Riverhead High School Principal Christopher O'Hara told the Riverhead Central School District Board of Education on June 24 that the high school recorded gains in advanced coursework, career-technical participation and reductions in disciplinary incidents while alternative programs expanded to help students recover credits and graduate.
O'Hara said 564 Advanced Placement exams were administered this year, 506 students registered for dual-enrollment courses, 242 students enrolled in BOCES career and technical education programs, and 44 students registered for an early-college program this year. He also reported a multi-year decline in disciplinary referrals and fewer physical altercations, which he attributed to increased presence of counselors, social workers, neighborhood aides and school resource officers.
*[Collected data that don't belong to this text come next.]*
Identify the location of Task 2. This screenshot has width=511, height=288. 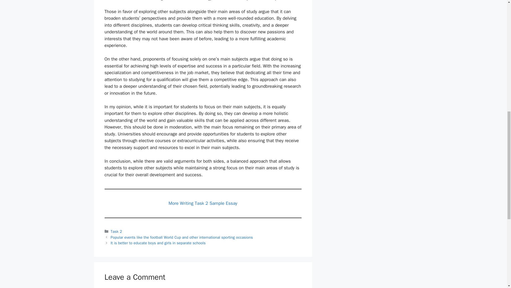
(116, 231).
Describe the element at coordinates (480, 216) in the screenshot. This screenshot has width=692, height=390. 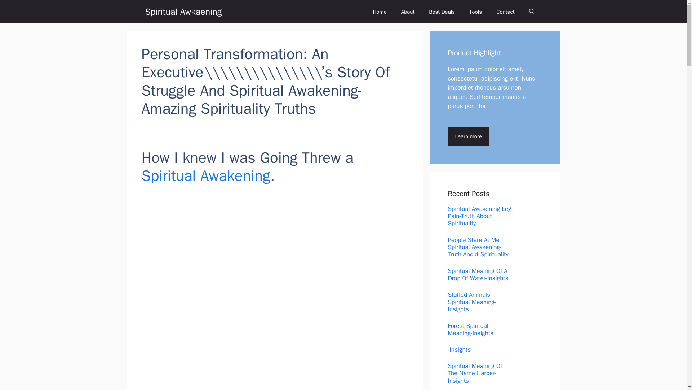
I see `Spiritual Awakening Leg Pain-Truth About Spirituality` at that location.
The accomplishments include athletics and arts highlights that school staff presented as part of the year-end report. Baseball coach Kevin Kerman noted sophomore pitcher Matthew Zambriski threw “Riverhead Baseball's first perfect game in school history,” while praising senior Brady Hubbard’s playoff-winning hit. Girls golf coach Steve Faella said two Riverhead players qualified for the New York State championships for the first time in district history. The principal said the district again qualified as a school of excellence, with 23 of 25 varsity teams meeting standards.
The presentation also described two alternative-education initiatives that administrators said supported improved outcomes. Assistant principal La Rochester outlined the Riverhead Evening Academy as a hybrid, credit-recovery program that grew from about 48 students to about 75 this year and offers individualized instruction and counseling to students outside the traditional school day. North Star Academy director Mrs. Stisham told the board North Star serves roughly 40 to 60 students annually, has recovered “over 200 credits” through the Odysseyware platform, and produced 20 graduates directly from the program over three years; the district expects 31 students to graduate this coming Friday with credits recovered in part at North Star.
O'Hara and other presenters highlighted initiatives addressing attendance and vaping. The district reported a drop in chronic absenteeism and a reduction in overall attendance concerns, and credited personalized outreach — including home visits and checks by guidance counselors, social workers and neighborhood aides — with some of the improvement. On vaping, O'Hara said the district received additional vape sensors from Riverhead CAP and that vape-reduction efforts combine education, intervention and counseling options.
Why it matters: the data and program descriptions give the board a picture of where the high school has focused resources — academic acceleration, credit recovery, and behavioral support — and document both outcomes (enrollment numbers, recovered credits, athletic milestones) and continuing challenges (chronic absenteeism remains a statewide issue). The presentation also connects programs and interventions to classroom time preserved and transition plans for students returning from alternative settings.
Board members and the public praised staff and students during the presentation, and multiple coaches and program leaders joined administrators in noting individual achievements and program metrics. The board did not take formal action on the presentation itself; it served as information and context for district priorities going into the 2025–26 school year.
The district shared a slide deck and a short video as supplemental material; the board suggested members would review the materials at their leisure.